Wisconsin — Med Spa Medical Director
Whether you need a medical director in Wisconsin, who can serve, how the role differs from ownership, and how to pay them without crossing fee-splitting lines — from Wisconsin board and statutory sources, reviewed by Faisal Darwiche, NP.
Last reviewed 2026-06-27 · Faisal Darwiche, NP. General guidance, not legal advice — confirm with your Wisconsin board and counsel.
In Wisconsin, plan on a physician (MD/DO) as the medical director — cosmetic injectables are the practice of medicine, Wisconsin enforces a strong corporate-practice doctrine with the clinical entity physician-owned, so an actively-involved physician who supplies the delegation, protocols, and good-faith exams is the clean route, with the RN injecting under that authority. Worth knowing: Wisconsin's APRN Modernization Act (2025 Act 17) grants nurse practitioners full practice authority effective September 1, 2026 (after 3,840 clinical hours and 24 months) — which may open more NP-led structures down the road — but as of today an NP still collaborates with a physician, so the safe build is a physician medical director plus your MSO. Either way, an RN needs a physician in the chain. Have a Wisconsin healthcare attorney confirm the arrangement.
Sources: Portrait — Wisconsin Medical Spa Laws (medical director must be a licensed physician) · Hall Render — Wisconsin APRN Modernization Act (2025 Act 17) effective 9/1/2026 (3,840 hrs + 24 months) · Verified 2026-06-26.
The medical director is clinically responsible for the practice; the owner holds the business. In Wisconsin they can be the same person or two different people. The common structure for non-physician owners separates the two: a management company (the business) contracts a physician-led clinical entity (the medicine). The medical director supplies the exams, orders, and protocols; the owner runs marketing, staffing, and facilities.
In Wisconsin you can absolutely own and build an aesthetics business as an RN — the answer is structure, not a flat no. Wisconsin enforces a strong corporate-practice-of-medicine doctrine, so the clinical entity that practices medicine has to be physician-owned (a PC/PLLC). You own the business through a management company (an MSO you control: marketing, billing, staffing, facilities) that contracts the physician-owned clinic through a management services agreement, while the physician retains clinical ownership and control. Net: an RN can own and run it with the right setup — have a Wisconsin healthcare attorney paper the MSO/PC separation.
Sources: Permit Health — Wisconsin Corporate Practice of Medicine Guide (strong CPOM; only a WI-licensed physician may own the clinical entity) · Portrait — Wisconsin Medical Spa Laws (MSO model; physician owns the clinical side) · Verified 2026-06-26.

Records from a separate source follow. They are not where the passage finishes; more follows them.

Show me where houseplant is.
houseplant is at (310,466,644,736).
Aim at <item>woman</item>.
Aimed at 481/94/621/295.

Compensate the medical director at fair-market-value for the clinical work they actually do — a flat retainer or hourly rate, documented. Paying them a percentage of treatment revenue is the classic fee-splitting trap. Keep the management fee (to the business entity) and the medical-director fee (for clinical oversight) as separate, defensible line items, and have a Wisconsin healthcare attorney paper both before you sign.
The free 17-question assessment returns a Wisconsin-specific plan: the right entity structure for your credential, the medical-director and good-faith-exam path, and your exact next action. 7 minutes, no card. Built by Faisal Darwiche, NP.

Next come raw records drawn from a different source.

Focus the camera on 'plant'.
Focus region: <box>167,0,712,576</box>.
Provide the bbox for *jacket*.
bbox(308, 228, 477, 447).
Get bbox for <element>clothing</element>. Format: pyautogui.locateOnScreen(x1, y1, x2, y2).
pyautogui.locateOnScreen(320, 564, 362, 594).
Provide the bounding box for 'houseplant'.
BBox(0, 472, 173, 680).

Yes. Wisconsin treats cosmetic injectables as the practice of medicine, so a physician medical director is the standard requirement — they perform or delegate the good faith exam, author the protocols, and stay genuinely involved. A nominal "paper" director is a compliance risk.
In Wisconsin the medical director is the licensed physician (MD/DO) who is clinically responsible for the practice — performing or delegating exams, signing standardized procedures, and being reachable. The role is clinical oversight, not a signature for hire; the involvement has to be real and documented.
Medical-director compensation in Wisconsin should be fair-market-value for the actual clinical work — a flat or hourly fee, not a percentage of medical revenue. Paying a cut of treatment revenue risks illegal fee-splitting. Structure the management fee and the medical-director fee separately, and have counsel paper both.
Yes — with the right structure. An RN owns the business side (typically an MSO), and the clinical entity is physician-led with a medical director who supplies the exams and orders. The RN injects under that delegation. Your attorney papers the exact entity for Wisconsin.